How does Tempus ensure researchers can seamlessly integrate their own data into the Lens platform?

Tucker: A really powerful aspect of Lens is the ability for researchers to bring in their own data. Our broader vision is for Lens to be a platform where our data capabilities can be applied to any dataset a researcher wants to use. We are already seeing partnerships where we take multiple data types and datasets—some from the client, some generated by Tempus—and bring them together in an interoperable way. This allows for analysis across datasets and unlocks new insights that would be impossible to generate from a single source. We are really just starting to scratch the surface of what’s possible here.

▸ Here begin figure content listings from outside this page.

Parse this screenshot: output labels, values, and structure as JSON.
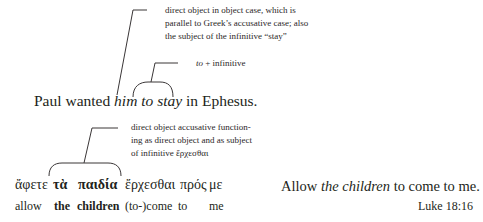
{
  "example1": {
    "annotation1": {
      "lines": [
        "direct object in object case, which is",
        "parallel to Greek’s accusative case; also",
        "the subject of the infinitive “stay”"
      ]
    },
    "annotation2": {
      "italic": "to",
      "rest": " + infinitive"
    },
    "sentence": {
      "before": "Paul wanted ",
      "italic1": "him",
      "space": " ",
      "italic2": "to stay",
      "after": " in Ephesus."
    }
  },
  "example2": {
    "annotation": {
      "lines": [
        "direct object accusative function-",
        "ing as direct object and as subject",
        "of infinitive ἔρχεσθαι"
      ]
    },
    "greek": {
      "w1": "ἄφετε",
      "w2": "τὰ",
      "w3": "παιδία",
      "w4": "ἔρχεσθαι",
      "w5": "πρός",
      "w6": "με"
    },
    "gloss": {
      "w1": "allow",
      "w2": "the",
      "w3": "children",
      "w4": "(to-)come",
      "w5": "to",
      "w6": "me"
    },
    "translation": {
      "before": "Allow ",
      "italic": "the children",
      "after": " to come to me."
    },
    "reference": "Luke 18:16"
  },
  "colors": {
    "text": "#231f20",
    "line": "#3a3637"
  }
}
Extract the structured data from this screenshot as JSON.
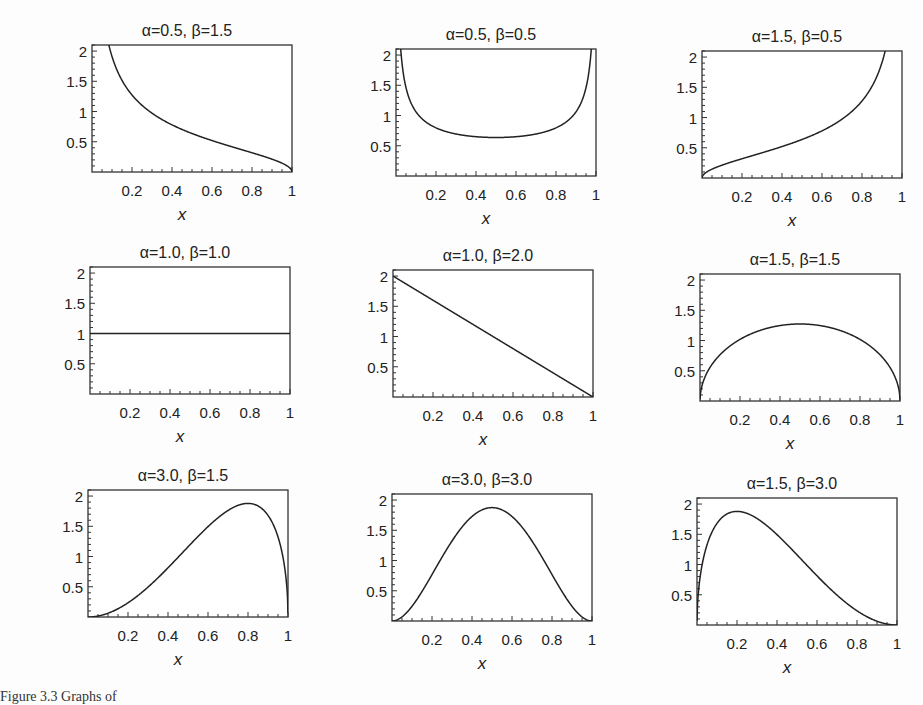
{
  "figure": {
    "caption": "Figure 3.3 Graphs of"
  },
  "chart_data": [
    {
      "type": "line",
      "title": "α=0.5, β=1.5",
      "alpha": 0.5,
      "beta": 1.5,
      "xlabel": "x",
      "ylabel": "f(x)",
      "xlim": [
        0,
        1
      ],
      "ylim": [
        0,
        2.1
      ],
      "xticks": [
        "0.2",
        "0.4",
        "0.6",
        "0.8",
        "1"
      ],
      "yticks": [
        "0.5",
        "1",
        "1.5",
        "2"
      ],
      "x": [
        0.08,
        0.1,
        0.2,
        0.3,
        0.4,
        0.5,
        0.6,
        0.7,
        0.8,
        0.9,
        1.0
      ],
      "y": [
        2.1,
        1.91,
        1.27,
        0.97,
        0.78,
        0.64,
        0.52,
        0.42,
        0.32,
        0.21,
        0.0
      ]
    },
    {
      "type": "line",
      "title": "α=0.5, β=0.5",
      "alpha": 0.5,
      "beta": 0.5,
      "xlabel": "x",
      "ylabel": "f(x)",
      "xlim": [
        0,
        1
      ],
      "ylim": [
        0,
        2.1
      ],
      "xticks": [
        "0.2",
        "0.4",
        "0.6",
        "0.8",
        "1"
      ],
      "yticks": [
        "0.5",
        "1",
        "1.5",
        "2"
      ],
      "x": [
        0.02,
        0.05,
        0.1,
        0.2,
        0.3,
        0.4,
        0.5,
        0.6,
        0.7,
        0.8,
        0.9,
        0.95,
        0.98
      ],
      "y": [
        2.27,
        1.46,
        1.06,
        0.8,
        0.69,
        0.65,
        0.64,
        0.65,
        0.69,
        0.8,
        1.06,
        1.46,
        2.27
      ]
    },
    {
      "type": "line",
      "title": "α=1.5, β=0.5",
      "alpha": 1.5,
      "beta": 0.5,
      "xlabel": "x",
      "ylabel": "f(x)",
      "xlim": [
        0,
        1
      ],
      "ylim": [
        0,
        2.1
      ],
      "xticks": [
        "0.2",
        "0.4",
        "0.6",
        "0.8",
        "1"
      ],
      "yticks": [
        "0.5",
        "1",
        "1.5",
        "2"
      ],
      "x": [
        0.0,
        0.1,
        0.2,
        0.3,
        0.4,
        0.5,
        0.6,
        0.7,
        0.8,
        0.9,
        0.92
      ],
      "y": [
        0.0,
        0.21,
        0.32,
        0.42,
        0.52,
        0.64,
        0.78,
        0.97,
        1.27,
        1.91,
        2.1
      ]
    },
    {
      "type": "line",
      "title": "α=1.0, β=1.0",
      "alpha": 1.0,
      "beta": 1.0,
      "xlabel": "x",
      "ylabel": "f(x)",
      "xlim": [
        0,
        1
      ],
      "ylim": [
        0,
        2.1
      ],
      "xticks": [
        "0.2",
        "0.4",
        "0.6",
        "0.8",
        "1"
      ],
      "yticks": [
        "0.5",
        "1",
        "1.5",
        "2"
      ],
      "x": [
        0.0,
        1.0
      ],
      "y": [
        1.0,
        1.0
      ]
    },
    {
      "type": "line",
      "title": "α=1.0, β=2.0",
      "alpha": 1.0,
      "beta": 2.0,
      "xlabel": "x",
      "ylabel": "f(x)",
      "xlim": [
        0,
        1
      ],
      "ylim": [
        0,
        2.1
      ],
      "xticks": [
        "0.2",
        "0.4",
        "0.6",
        "0.8",
        "1"
      ],
      "yticks": [
        "0.5",
        "1",
        "1.5",
        "2"
      ],
      "x": [
        0.0,
        1.0
      ],
      "y": [
        2.0,
        0.0
      ]
    },
    {
      "type": "line",
      "title": "α=1.5, β=1.5",
      "alpha": 1.5,
      "beta": 1.5,
      "xlabel": "x",
      "ylabel": "f(x)",
      "xlim": [
        0,
        1
      ],
      "ylim": [
        0,
        2.1
      ],
      "xticks": [
        "0.2",
        "0.4",
        "0.6",
        "0.8",
        "1"
      ],
      "yticks": [
        "0.5",
        "1",
        "1.5",
        "2"
      ],
      "x": [
        0.0,
        0.02,
        0.05,
        0.1,
        0.2,
        0.3,
        0.4,
        0.5,
        0.6,
        0.7,
        0.8,
        0.9,
        0.95,
        0.98,
        1.0
      ],
      "y": [
        0.0,
        0.22,
        0.35,
        0.48,
        0.64,
        0.73,
        0.78,
        0.79,
        0.78,
        0.73,
        0.64,
        0.48,
        0.35,
        0.22,
        0.0
      ],
      "y_scaled_note": "density = y * 1.6"
    },
    {
      "type": "line",
      "title": "α=3.0, β=1.5",
      "alpha": 3.0,
      "beta": 1.5,
      "xlabel": "x",
      "ylabel": "f(x)",
      "xlim": [
        0,
        1
      ],
      "ylim": [
        0,
        2.1
      ],
      "xticks": [
        "0.2",
        "0.4",
        "0.6",
        "0.8",
        "1"
      ],
      "yticks": [
        "0.5",
        "1",
        "1.5",
        "2"
      ],
      "x": [
        0.0,
        0.1,
        0.2,
        0.3,
        0.4,
        0.5,
        0.6,
        0.7,
        0.8,
        0.9,
        0.95,
        1.0
      ],
      "y": [
        0.0,
        0.03,
        0.13,
        0.28,
        0.48,
        0.76,
        1.09,
        1.44,
        1.76,
        1.73,
        1.35,
        0.0
      ]
    },
    {
      "type": "line",
      "title": "α=3.0, β=3.0",
      "alpha": 3.0,
      "beta": 3.0,
      "xlabel": "x",
      "ylabel": "f(x)",
      "xlim": [
        0,
        1
      ],
      "ylim": [
        0,
        2.1
      ],
      "xticks": [
        "0.2",
        "0.4",
        "0.6",
        "0.8",
        "1"
      ],
      "yticks": [
        "0.5",
        "1",
        "1.5",
        "2"
      ],
      "x": [
        0.0,
        0.1,
        0.2,
        0.3,
        0.4,
        0.5,
        0.6,
        0.7,
        0.8,
        0.9,
        1.0
      ],
      "y": [
        0.0,
        0.24,
        0.77,
        1.32,
        1.73,
        1.88,
        1.73,
        1.32,
        0.77,
        0.24,
        0.0
      ]
    },
    {
      "type": "line",
      "title": "α=1.5, β=3.0",
      "alpha": 1.5,
      "beta": 3.0,
      "xlabel": "x",
      "ylabel": "f(x)",
      "xlim": [
        0,
        1
      ],
      "ylim": [
        0,
        2.1
      ],
      "xticks": [
        "0.2",
        "0.4",
        "0.6",
        "0.8",
        "1"
      ],
      "yticks": [
        "0.5",
        "1",
        "1.5",
        "2"
      ],
      "x": [
        0.0,
        0.02,
        0.05,
        0.1,
        0.2,
        0.3,
        0.4,
        0.5,
        0.6,
        0.7,
        0.8,
        0.9,
        1.0
      ],
      "y": [
        0.0,
        0.79,
        1.19,
        1.5,
        1.76,
        1.73,
        1.54,
        1.23,
        0.87,
        0.52,
        0.24,
        0.06,
        0.0
      ]
    }
  ],
  "panels": [
    {
      "left": 60,
      "top": 0
    },
    {
      "left": 364,
      "top": 4
    },
    {
      "left": 670,
      "top": 6
    },
    {
      "left": 58,
      "top": 222
    },
    {
      "left": 361,
      "top": 225
    },
    {
      "left": 668,
      "top": 229
    },
    {
      "left": 56,
      "top": 445
    },
    {
      "left": 360,
      "top": 449
    },
    {
      "left": 665,
      "top": 453
    }
  ]
}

Looking ahead, what emerging data technologies or methodologies do you see as having the most significant impact on the life sciences industry?

Tucker: Beyond the broad impact of large language and multimodal models, I believe we will see a significant impact from AI-powered diagnostics. This means moving beyond the results of a single test and instead using the totality of a patient’s data—combining multiple data points from different moments in their care—to identify and predict valuable insights. We are already starting to do this in cardiology with our ECG AI products.

This is the true promise of precision medicine. It’s about understanding that every patient is different and using foundational models to recognize patterns across a much broader scale than was ever possible for a human to see. This will help us predict significant health events well in advance and invest more in preventative care.

 

“This is the true promise of precision medicine. It’s about understanding that every patient is different and using foundational models to recognize patterns across a much broader scale than was ever possible for a human to see.”

– Melisa Tucker, Chief Data Officer, Tempus

For life sciences leaders considering data collaborations, what are the most important questions they should be asking about a partner’s data and technology platform?

Tucker: A data partnership should be broader than just answering a single question. I would encourage leaders to ask about the sustainability and growth of the data. Does the partner have a differentiated way to generate or access data that will continue to grow, or are they reliant on third parties in a way that could be disrupted?

Second, consider the dimensionality of the data. In the future, unstructured text, raw imaging, and pathology will become increasingly important as we develop better tools to analyze them. A partner should have access to this type of high-dimensional data.

Finally, and perhaps most importantly, ask about the partner’s investment in making the data usable and actionable. Having data that just sits in a platform is not enough. The real value comes from a partner who has spent time thinking about how to integrate that data into decision-making and deliver it to the right person at the right time.

 

“Having data that just sits in a platform is not enough. The real value comes from a partner who has spent time thinking about how to integrate that data into decision-making and deliver it to the right person at the right time.”

– Melisa Tucker, Chief Data Officer, Tempus

 

To learn more about Tempus’ data solutions, click here or contact us.

Related Content

View more
  • post image
    08/29/2025

    Precision Medicine 2.0: The operating system for oncology R&D

    This white paper addresses the persistent challenges in oncology R&D, demonstrating how precision medicine has evolved into a new paradigm built on systems-level understanding and AI-driven insights. Download for a comprehensive overview of Precision Medicine 2.0, its core scientific pillars, enabling technologies, and how R&D organizations can leverage this integrated approach to optimize their cancer research.

    Read more
  • post image
    08/15/2025

    Tempus’ data solutions for commercialization

    Learn how our multimodal real-world data can help quantify new market opportunities, build your value story, and inform your market access strategy.

    Read more
  • post image
    08/15/2025

    Tempus’ data solutions for clinical development

    Learn how our multimodal real-world data can help you optimize trial design, mitigate risk, and inform your companion diagnostic strategy.